Jeffrey Schoenblum, Centennial Professor of Law, has been elected to the Estate Planning Hall of Fame, an honor bestowed by the National Association of Estate Planners & Councils, a multidisciplinary organization of estate planning professionals representing the legal, accounting, insurance, investment advisory, trustee and academic fields.
Schoenblum, who has taught trust and estate law at Vanderbilt since 1977, is an internationally renowned scholar of trusts, trust administration and cross-border private wealth transfers. The “Estate Planning Hall of Fame” designation is given annually in recognition of significant and outstanding lifetime achievements and contributions to the practice and profession of estate planning.
“We consider this award and designation to be the highest professional honor and recognition of the pinnacle of achievement and accomplishment within our profession,” said Jordon N. Rosen, President of NAEPC.
Schoenblum has established himself as one of the country’s leading academics in the field of private wealth transfer as well as one of the world’s preeminent scholars and experts on comparative law aspects of private wealth regulation and cross-border private wealth transfer matters, both non-tax and tax. His two-volume treatise, Multistate and Multinational Estate Planning, originally published in 1982, and soon to be republished in a major revised edition, is widely regarded as a foundational work in the field. It explores in depth the emerging legal and tax issues arising from the growing mobility of wealth and families. In addition to this treatise, he has authored numerous other books and articles. Professor Schoenblum has also spoken at many leading conferences, both practitioner and academic-oriented, and has delivered distinguished lectures, such as the Norton Rose at Oxford, the Paolo Fresco at the University of Genova, and most recently, the 2015 Hugh J. and Frank Tamisea Distinguished Lecture at the University of Iowa College of Law.
Schoenblum will be recognized at an award ceremony at the organization’s 53rd Annual Conference.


* [WORK INSTRUCTIONS] Please copy the records exactly as they appear, with all pictures left out.

Extracts from a graphics dataset:
↓↓↓

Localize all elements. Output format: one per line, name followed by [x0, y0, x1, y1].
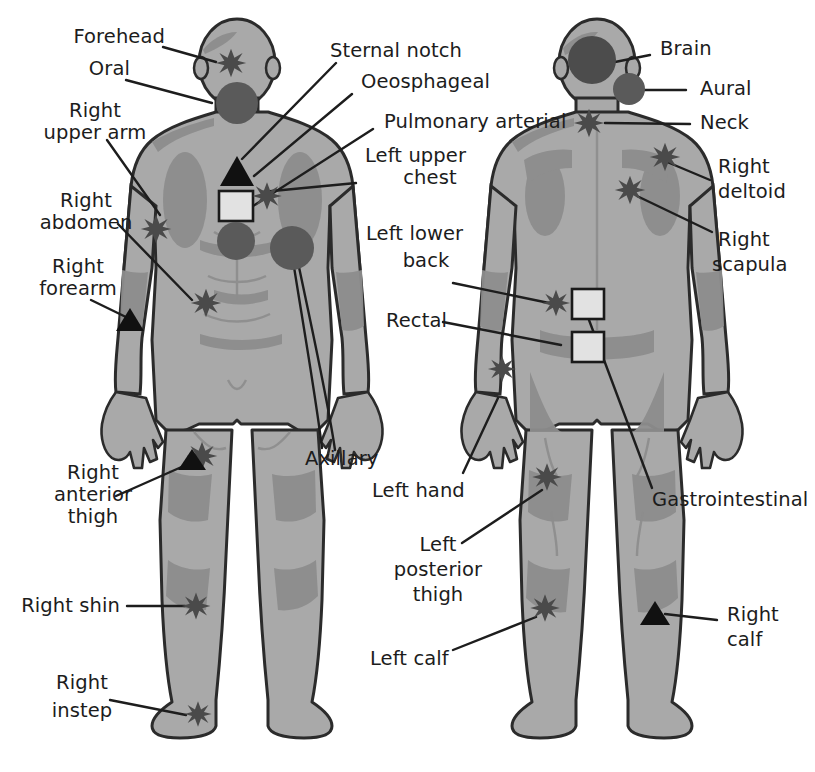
leader-neck	[605, 123, 690, 124]
label-oral: Oral	[20, 58, 130, 80]
label-right-forearm-line2: forearm	[8, 278, 148, 300]
label-oeosphageal: Oeosphageal	[361, 71, 561, 93]
square-marker-oeosphageal	[219, 191, 253, 221]
square-marker-rectal	[572, 332, 604, 362]
label-aural: Aural	[700, 78, 815, 100]
label-right-abdomen-line2: abdomen	[12, 212, 160, 234]
label-right-deltoid-line1: Right	[718, 156, 815, 178]
label-right-anterior-thigh-line3: thigh	[28, 506, 158, 528]
label-brain: Brain	[660, 38, 800, 60]
label-neck: Neck	[700, 112, 815, 134]
label-left-upper-chest-line1: Left upper	[365, 145, 535, 167]
label-right-scapula-line1: Right	[718, 229, 815, 251]
circle-marker-brain	[568, 36, 616, 84]
diagram-canvas: Forehead Oral Right upper arm Right abdo…	[0, 0, 815, 772]
label-right-anterior-thigh-line2: anterior	[28, 484, 158, 506]
label-right-forearm-line1: Right	[8, 256, 148, 278]
square-marker-gastrointestinal	[572, 289, 604, 319]
circle-marker-aural	[613, 73, 645, 105]
label-right-scapula-line2: scapula	[712, 254, 815, 276]
label-left-posterior-thigh-line1: Left	[368, 534, 508, 556]
label-left-posterior-thigh-line3: thigh	[368, 584, 508, 606]
circle-marker-pulmonary-arterial	[217, 222, 255, 260]
label-right-calf-line2: calf	[727, 629, 815, 651]
label-right-upper-arm-line1: Right	[20, 100, 170, 122]
label-rectal: Rectal	[386, 310, 516, 332]
label-right-calf-line1: Right	[727, 604, 815, 626]
label-left-lower-back-line1: Left lower	[366, 223, 536, 245]
label-sternal-notch: Sternal notch	[330, 40, 530, 62]
label-left-lower-back-line2: back	[366, 250, 486, 272]
label-right-anterior-thigh-line1: Right	[28, 462, 158, 484]
label-left-posterior-thigh-line2: posterior	[368, 559, 508, 581]
circle-marker-oral	[216, 82, 258, 124]
label-axillary: Axillary	[305, 448, 445, 470]
label-right-shin: Right shin	[8, 595, 120, 617]
label-left-upper-chest-line2: chest	[365, 167, 495, 189]
label-left-calf: Left calf	[370, 648, 510, 670]
label-pulmonary-arterial: Pulmonary arterial	[384, 111, 614, 133]
circle-marker-axillary	[270, 226, 314, 270]
label-right-abdomen-line1: Right	[12, 190, 160, 212]
label-right-instep-line2: instep	[22, 700, 142, 722]
label-left-hand: Left hand	[372, 480, 522, 502]
label-right-upper-arm-line2: upper arm	[20, 122, 170, 144]
label-gastrointestinal: Gastrointestinal	[652, 489, 815, 511]
label-right-deltoid-line2: deltoid	[718, 181, 815, 203]
label-right-instep-line1: Right	[22, 672, 142, 694]
label-forehead: Forehead	[20, 26, 165, 48]
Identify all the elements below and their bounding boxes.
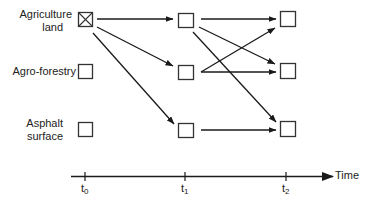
- arrow-t1-agroforestry-to-t2-agri: [201, 28, 275, 72]
- node-t0-agriculture: [79, 13, 93, 27]
- tick-label-t1: t1: [181, 182, 189, 196]
- node-t1-agriculture: [179, 14, 194, 28]
- node-t1-asphalt: [179, 124, 194, 138]
- tick-sub: 0: [84, 187, 88, 196]
- node-t0-asphalt: [79, 123, 93, 137]
- time-axis: [71, 172, 333, 181]
- time-axis-label: Time: [335, 169, 359, 181]
- arrow-t1-agri-to-t2-asphalt: [193, 32, 276, 122]
- tick-sub: 1: [184, 187, 188, 196]
- arrow-t1-agri-to-t2-agroforestry: [199, 27, 275, 64]
- transition-diagram: [0, 0, 373, 202]
- arrow-t0-agri-to-t1-asphalt: [93, 33, 174, 124]
- node-t1-agroforestry: [179, 66, 194, 80]
- tick-label-t0: t0: [81, 182, 89, 196]
- arrow-t0-agri-to-t1-agroforestry: [97, 27, 173, 66]
- node-t2-agroforestry: [281, 64, 296, 79]
- tick-label-t2: t2: [282, 182, 290, 196]
- node-t0-agroforestry: [79, 65, 93, 79]
- node-t2-asphalt: [281, 122, 296, 137]
- node-t2-agriculture: [281, 12, 296, 27]
- tick-sub: 2: [285, 187, 289, 196]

↑↑↑

* [OUTPUT BELOW]
Localize all elements. Output format: one per line, name followed by [x0, y0, x1, y1].
leader-neck	[605, 123, 690, 124]
label-oral: Oral	[20, 58, 130, 80]
label-right-forearm-line2: forearm	[8, 278, 148, 300]
label-oeosphageal: Oeosphageal	[361, 71, 561, 93]
square-marker-oeosphageal	[219, 191, 253, 221]
square-marker-rectal	[572, 332, 604, 362]
label-aural: Aural	[700, 78, 815, 100]
label-right-abdomen-line2: abdomen	[12, 212, 160, 234]
label-right-deltoid-line1: Right	[718, 156, 815, 178]
label-right-anterior-thigh-line3: thigh	[28, 506, 158, 528]
label-brain: Brain	[660, 38, 800, 60]
label-neck: Neck	[700, 112, 815, 134]
label-left-upper-chest-line1: Left upper	[365, 145, 535, 167]
label-right-scapula-line1: Right	[718, 229, 815, 251]
circle-marker-brain	[568, 36, 616, 84]
diagram-canvas: Forehead Oral Right upper arm Right abdo…	[0, 0, 815, 772]
label-right-anterior-thigh-line2: anterior	[28, 484, 158, 506]
label-right-forearm-line1: Right	[8, 256, 148, 278]
square-marker-gastrointestinal	[572, 289, 604, 319]
circle-marker-aural	[613, 73, 645, 105]
label-right-scapula-line2: scapula	[712, 254, 815, 276]
label-left-posterior-thigh-line1: Left	[368, 534, 508, 556]
label-left-posterior-thigh-line3: thigh	[368, 584, 508, 606]
circle-marker-pulmonary-arterial	[217, 222, 255, 260]
label-right-calf-line2: calf	[727, 629, 815, 651]
label-right-upper-arm-line1: Right	[20, 100, 170, 122]
label-rectal: Rectal	[386, 310, 516, 332]
label-right-calf-line1: Right	[727, 604, 815, 626]
label-left-lower-back-line1: Left lower	[366, 223, 536, 245]
label-sternal-notch: Sternal notch	[330, 40, 530, 62]
label-left-lower-back-line2: back	[366, 250, 486, 272]
label-right-anterior-thigh-line1: Right	[28, 462, 158, 484]
label-left-posterior-thigh-line2: posterior	[368, 559, 508, 581]
circle-marker-oral	[216, 82, 258, 124]
label-axillary: Axillary	[305, 448, 445, 470]
label-right-shin: Right shin	[8, 595, 120, 617]
label-left-upper-chest-line2: chest	[365, 167, 495, 189]
label-left-calf: Left calf	[370, 648, 510, 670]
label-pulmonary-arterial: Pulmonary arterial	[384, 111, 614, 133]
circle-marker-axillary	[270, 226, 314, 270]
label-right-abdomen-line1: Right	[12, 190, 160, 212]
label-right-instep-line2: instep	[22, 700, 142, 722]
label-left-hand: Left hand	[372, 480, 522, 502]
label-right-upper-arm-line2: upper arm	[20, 122, 170, 144]
label-gastrointestinal: Gastrointestinal	[652, 489, 815, 511]
label-right-deltoid-line2: deltoid	[718, 181, 815, 203]
label-right-instep-line1: Right	[22, 672, 142, 694]
label-forehead: Forehead	[20, 26, 165, 48]
Identify all the elements below and their bounding boxes.
- arrow-t1-agroforestry-to-t2-agri: [201, 28, 275, 72]
- node-t0-agriculture: [79, 13, 93, 27]
- tick-label-t1: t1: [181, 182, 189, 196]
- node-t1-agriculture: [179, 14, 194, 28]
- node-t1-asphalt: [179, 124, 194, 138]
- tick-sub: 0: [84, 187, 88, 196]
- node-t0-asphalt: [79, 123, 93, 137]
- time-axis: [71, 172, 333, 181]
- time-axis-label: Time: [335, 169, 359, 181]
- arrow-t1-agri-to-t2-asphalt: [193, 32, 276, 122]
- tick-sub: 1: [184, 187, 188, 196]
- arrow-t1-agri-to-t2-agroforestry: [199, 27, 275, 64]
- transition-diagram: [0, 0, 373, 202]
- arrow-t0-agri-to-t1-asphalt: [93, 33, 174, 124]
- node-t1-agroforestry: [179, 66, 194, 80]
- tick-label-t0: t0: [81, 182, 89, 196]
- arrow-t0-agri-to-t1-agroforestry: [97, 27, 173, 66]
- node-t2-agroforestry: [281, 64, 296, 79]
- tick-label-t2: t2: [282, 182, 290, 196]
- node-t0-agroforestry: [79, 65, 93, 79]
- node-t2-asphalt: [281, 122, 296, 137]
- node-t2-agriculture: [281, 12, 296, 27]
- tick-sub: 2: [285, 187, 289, 196]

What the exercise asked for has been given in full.